Inflation in developed markets is inevitable and wealthy investors should prepare to get out of sovereign bonds, says UBS’s head of investment, Mark Haefele.
UBS briefs clients against G3 bonds

The likelihood of inflation hitting developed markets means wealthy investors should reduce positions in G3 sovereign bonds, says Mark Haefele, managing director and head of investment at UBS.

Based in Zurich, he spoke with AsianInvestor during a one-day trip to Hong Kong earlier this week. Haefele’s role is to develop house views for UBS Wealth Management, drawing on discussions with clients and with teams from the group's asset-management, trading and investment-banking arms.

The firm manages around $1.6 trillion of private client money and relies on that information flow to generate investment ideas that are meant to outperform.

However, his key message will not be new to AsianInvestor readers: as governments and central banks try to reflate their economies in the face of massive deleveraging, monetary policy and political mistakes have eliminated the concept of a risk-free asset. (See our cover stories from the magazine's September and October editions last year, for example.)

Even ‘safe havens’ supposedly unrelated to the Federal Reserve, Bank of Japan or Bank of England have lost this status, with the Swiss franc now pegged to the euro, to ward off overwhelming capital inflows; and with gold, once seen as the ultimate antidote to currency debasement, now trading in line with equities or other risk assets.

Haefele says gold is still a valid hedge against a bond-market crash or an even more pronounced debasement of fiat currencies, and UBS continues to recommend wealthy people have some holdings. “People like gold because if you keep a kilogram in a Swiss bank account, you can always write a cheque against it,” he says.

He recommends investors maintain a core/satellite approach: core meaning a long-term, strategic asset allocation, just to be in the market (notably via yield products such as high-yield or emerging-market debt) with some protection against inflation; satellite meaning equities and other risk assets that are traded opportunistically.

This is not a novel concept, but the composition of ‘core’ or ‘satellite’ has changed. For example, AsianInvestor suggested that for wealthy individuals, free of the legal constraints that pension funds or insurance companies face on asset allocation, G3 sovereign bonds should not be included in the core bucket.

Haefele agrees in principle, but says many investors continue to allocate there. “It’s been the best performer, and people like to do what works,” he notes. "And because sometimes things seem so uncertain, developed-country sovereign bonds have looked safe.”

But he argues that wealthy clients should move away from developed-market government debt: “That cake is baked."

Over time, sovereign bonds from the US, Europe and Japan lose money against inflation. “And inflation is going to become your enemy,” says Haefele, noting that it is a necessary ingredient for indebted governments to reduce their loads, along with better tax collection and economic growth.

The pace of that change, however, depends on how governments in the West, particularly the eurozone, manage that shift.
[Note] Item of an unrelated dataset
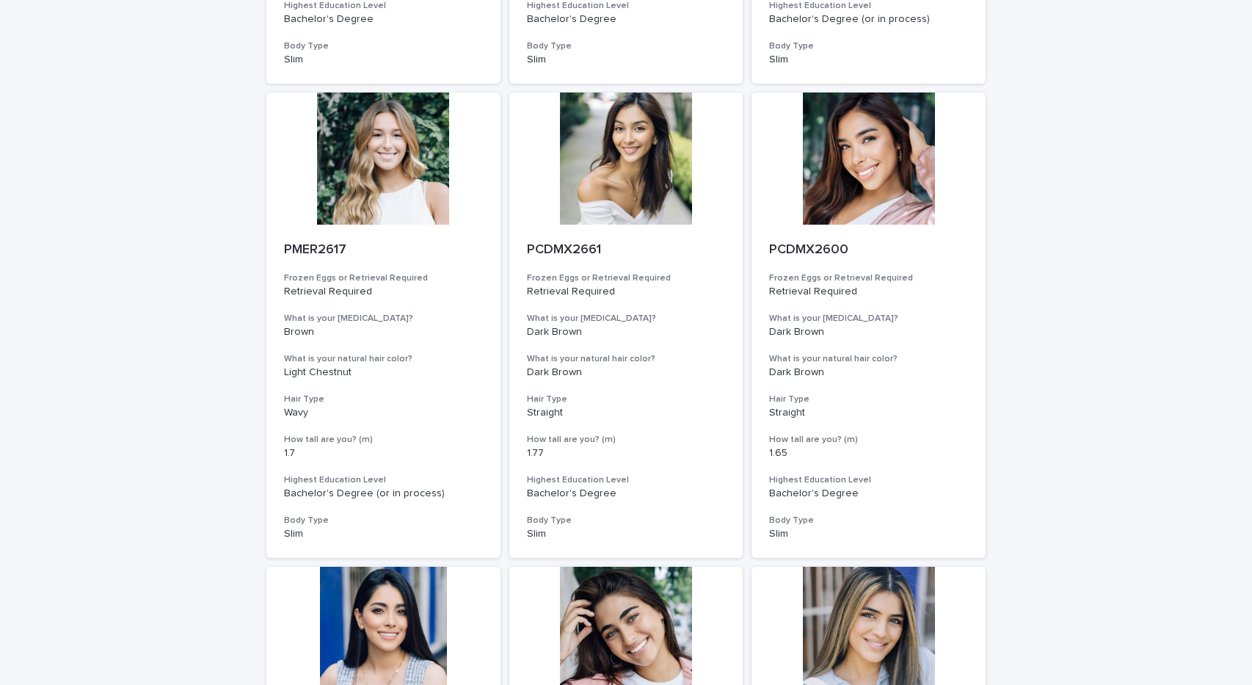 This screenshot has height=685, width=1252. What do you see at coordinates (626, 453) in the screenshot?
I see `p: 1.77` at bounding box center [626, 453].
Haefele’s probable scenario for Europe is a muddle-through. The headlines have been dreadful, but that’s partly because the International Monetary Fund and the Germans need to use bond-market crises to spur structural reforms in Spain, Italy and elsewhere – a strategy that is gradually having an effect, despite the headaches it creates for global investors.

Separately, the US is slowly recovering, but will face deleveraging and high unemployment for several more years. That means yield products are the best bet for another year or so, at least, while investors keen to dip a toe into equities should stick with companies that pay sustainable dividends, particularly in the US and emerging markets.

UBS also recommends that wealthy investors in the US and Europe take a page from the Asian playbook and become more active allocators to currency. Haefele particularly likes the Canadian dollar: it's a US dollar proxy without the problems of quantitative easing, and Canada may be the only developed nation that could raise interest rates this year. He’s negative on the Australian dollar because of that country’s overexposure to Chinese commodity consumption.